The report monitored two main factors. First, the increased physical and moral violations exercised by the security forces against citizens. These violations reach the level of physical torture, rape, threats of rape and resorting to a number of brutal torture methods with detainees, such as beatings, simulated drowning, and other exercises we have seen by the cowboy army in Abu Ghraib Prison in Iraq.

The second factor is more dangerous and lies in the state’s suspicious silence in the face of such violations, which have become a known fact to everyone. This may expose an official involvement in these violations or the participation of the state’s official agencies.

The international report is not new and only contains factors and information widely known by all those in Tunisia, especially those who experienced the brutality of some security units in dealing with helpless innocent detained or suspected civilians. The law is enforced against the weak and not against the influential individuals, gang members and prominent criminals.

This method of Arab individuals dealing with their fellow Arabs is in fact the common link tying the behaviour of the Arab tyrannical regimes together. This is a purely Arab security culture in which individuals are raised to torture, humiliate and dishonour others.

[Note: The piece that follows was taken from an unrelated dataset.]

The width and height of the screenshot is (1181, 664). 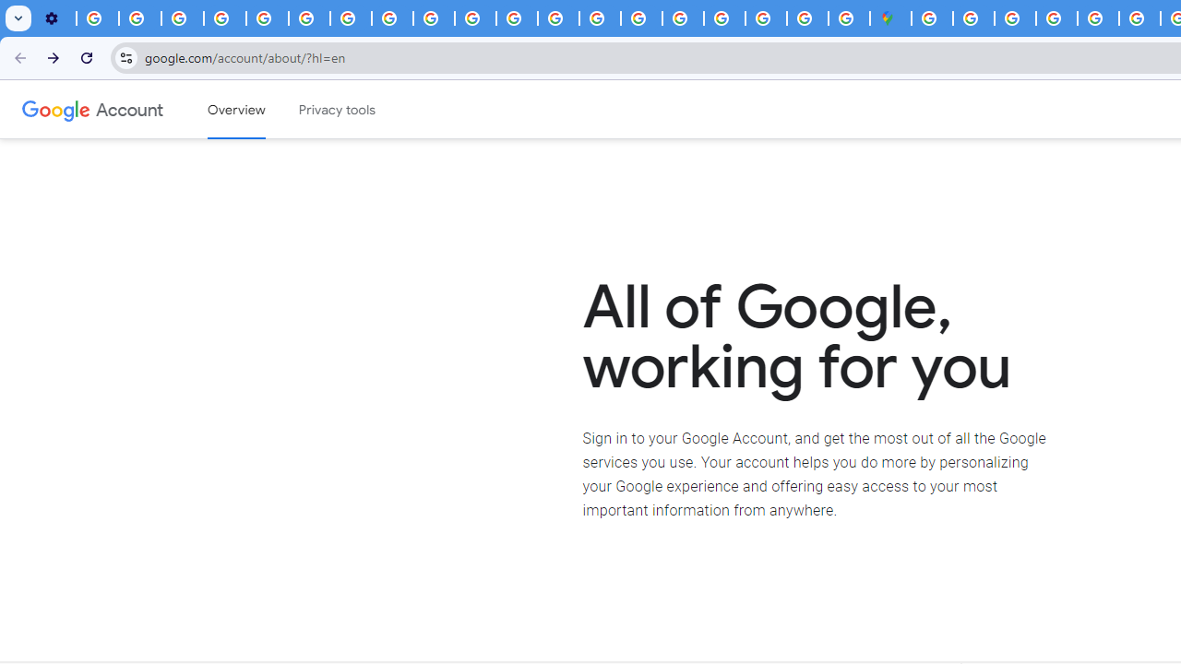 I want to click on Sign in - Google Accounts, so click(x=723, y=18).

The security, police, National Guard, and even the army in some Arab countries have become synonymous with torture, oppression, looting and humiliation. These forces that were created to give the people a sense of safety and security and respect the law and state institutions no longer do so. Instead, in many instances, they exercise violence and intimidation, which are two characteristics of state terrorism.

Ben Ali is the second colonial representative, preceded by the first colonial representative, Bourguiba. They governed Tunisia with an iron fist, brutal security forces and torture cells spread all across the country, from the north to the south.

Ordinary citizens do not have much value in Tunisia, and those who demanded dignity and freedom during the 17 December 2010 Revolution are still witnessing all types of humiliation and degradation by all state institutions.

Immigration, suicide, terrorism, deviation and other similar behaviours are nothing more than reactions to the state’s humiliation of the people and their dignity. Physical humiliation and the violation of people’s honour and dignity are the most dangerous types of poison that can spread within a society. This is because it unknowingly predisposes them to eruption and implants a spirit of revenge in them; an issue that we witnessed destroy and fragment a number of Arab societies in Yemen, Syria, Iraq and Lebanon.

The silence in the Tunisian and Arab media, which only addresses what pleases Uncle Sam, in the face of terrorism is shameful. This media does not address the issues of torture and violations inside prisons and jail cells and during interrogation. Compared to these cells, the prisons in Europe and America look like five star hotels.

Torture in “developed countries” or countries that respect their people is considered a red line that is not crossed except in rare cases of disorder. However, the social and political culture of the official Arab state reflects the deterioration of the collective behaviour of the state. This is a violation to the deeply rooted Arab and Muslim values that criminalises the violation of human rights.

However, when the essence of the human search was an instinctive tendency towards freedom, which is a main condition of human dignity, then all of the state’s oppressive actions and its violations of human rights and dignity becomes a means to renew revolutions, which are considered the most powerful manifestation in which people demand what makes them human.

Accordingly, all manifestations of violence and oppression against the Arab people individually or collectively are motives and incentives that will accelerate the fall of oppressive regimes and push the people and their collective consciousness towards further realisation of the oppressive regime’s brutality and inhumaneness. This has been proved clearly and substantially through the Syrian lesson.

Translated from Arabi21, 24 April 2016

The views expressed in this article belong to the author and do not necessarily reflect the editorial policy of Middle East Monitor.